Similarly, Durán looked to find a solution that was a radical step forward but also feasible in an American context. “We were looking at models that would be viable here, in a climate where simply “giving” people housing isn’t politically possible.” He said, “so we thought to create a scenario in which the city is a seed partner for co-operatives around the city.”

Currently, the city of New York spends millions in tax-subsidies for luxury developers. CohStra’s plan was simple: stop giving those tax breaks to developers and instead loan it to co-operatives inside the communities. Unlike the tax breaks given to developers, these loans would be paid back. With interest.

Cohabitation Strategies’ proposal lived as part of Uneven Growth: Tactical Urbanisms for Expanding Megacities, a 14 month long project commissioned by the Museum of Modern Art in New York. According to Duran, the project even received attention from De Blasio’s camp who, at the time, were in deep negotiations with City Council over the mayor’s Affordable Housing Plan.

It might have behooved De Blasio to take a closer look. Part of the project’s research involved a much deeper analysis of the city’s current housing situation.

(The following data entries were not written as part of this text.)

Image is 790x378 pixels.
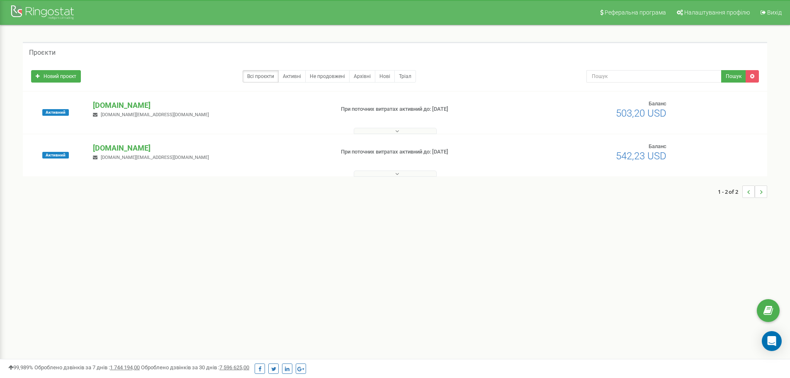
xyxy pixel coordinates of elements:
[219,364,249,371] u: 7 596 625,00
[42,109,69,116] span: Активний
[29,49,56,56] h5: Проєкти
[8,364,33,371] span: 99,989%
[141,364,249,371] span: Оброблено дзвінків за 30 днів :
[685,9,750,16] span: Налаштування профілю
[349,70,375,83] a: Архівні
[718,185,743,198] span: 1 - 2 of 2
[101,155,209,160] span: [DOMAIN_NAME][EMAIL_ADDRESS][DOMAIN_NAME]
[101,112,209,117] span: [DOMAIN_NAME][EMAIL_ADDRESS][DOMAIN_NAME]
[341,148,514,156] p: При поточних витратах активний до: [DATE]
[34,364,140,371] span: Оброблено дзвінків за 7 днів :
[110,364,140,371] u: 1 744 194,00
[722,70,746,83] button: Пошук
[278,70,306,83] a: Активні
[395,70,416,83] a: Тріал
[616,150,667,162] span: 542,23 USD
[762,331,782,351] div: Open Intercom Messenger
[93,100,327,111] p: [DOMAIN_NAME]
[93,143,327,154] p: [DOMAIN_NAME]
[649,100,667,107] span: Баланс
[243,70,279,83] a: Всі проєкти
[42,152,69,158] span: Активний
[649,143,667,149] span: Баланс
[341,105,514,113] p: При поточних витратах активний до: [DATE]
[718,177,768,206] nav: ...
[768,9,782,16] span: Вихід
[375,70,395,83] a: Нові
[305,70,350,83] a: Не продовжені
[31,70,81,83] a: Новий проєкт
[616,107,667,119] span: 503,20 USD
[587,70,722,83] input: Пошук
[605,9,666,16] span: Реферальна програма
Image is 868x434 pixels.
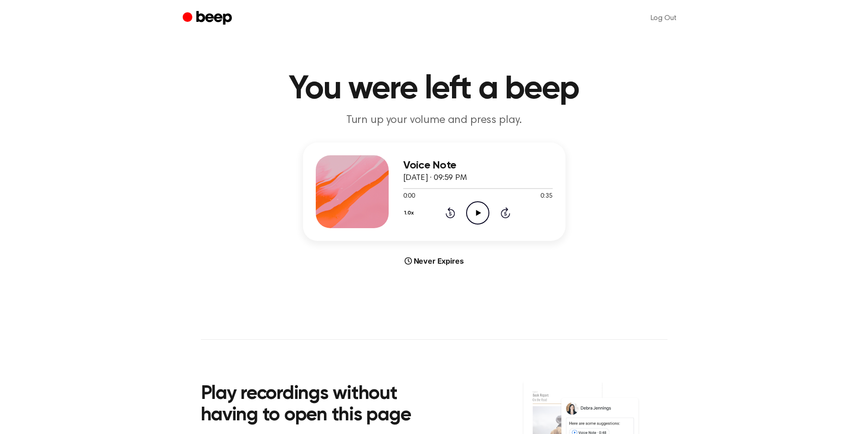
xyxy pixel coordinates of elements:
span: 0:00 [403,192,415,201]
h3: Voice Note [403,160,552,172]
button: 1.0x [403,205,417,221]
a: Log Out [641,7,685,29]
a: Beep [183,9,234,27]
h2: Play recordings without having to open this page [201,383,447,427]
span: 0:35 [540,192,552,201]
p: Turn up your volume and press play. [259,113,609,128]
span: [DATE] · 09:59 PM [403,173,467,182]
div: Never Expires [303,255,565,266]
h1: You were left a beep [201,72,667,106]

“Our investigations find that the housing crisis in New York is much much worse than is being reported.” Duran tells me, “one of the reasons is that all of the statistics you see don’t take into account people living in much more dreadful situations.”

“We found in expensive parts of Brooklyn like Park Slope, people living three families per house in order to send their kids to school in the area.” Duran continued, “at all levels of class-division in this city, this happens”

The proposed initiative aims to provide permanent affordable housing for low income households through a “hybrid tenure” framework. This housing model would be planned, financed, developed, managed, and owned collectively by a public or a nonprofit entity, a cooperative housing corporation, and community stakeholders and residents. With their proposal, this collective would accept a low interest loan from the city to develop housing on HDFCs which, by the nature of their statutes, they wouldn’t be allowed to make a profit from.

HDFCs are much cheaper than market rate and there are currently hundreds of vacant HDFCs in ‘good areas’ of New York because no developers want to buy plots of land with such strict regulations.

“Give communities that capacity to develop, control and distribute their own housing. A radically different view of what housing means.” Durán tells me.

When wondering why plans like this haven’t been explored as much as they perhaps sound like they should, its easy to brush off “idealistic” notions like Durán’s as too expensive or not viable long term but the professor has another idea.

“I was doing a project where I would tour the new developments coming from the Lower East Side to TriBeCa. I would read descriptions of the units and the prices,” He tells me.

“When we made it to TriBeCa people got very angry, so I made up a story that we were doing a survey because the city decided to build affordable housing. You should have seen their faces, some of them even made phone calls to whoever they could to make sure this fictional affordable housing plan stop.”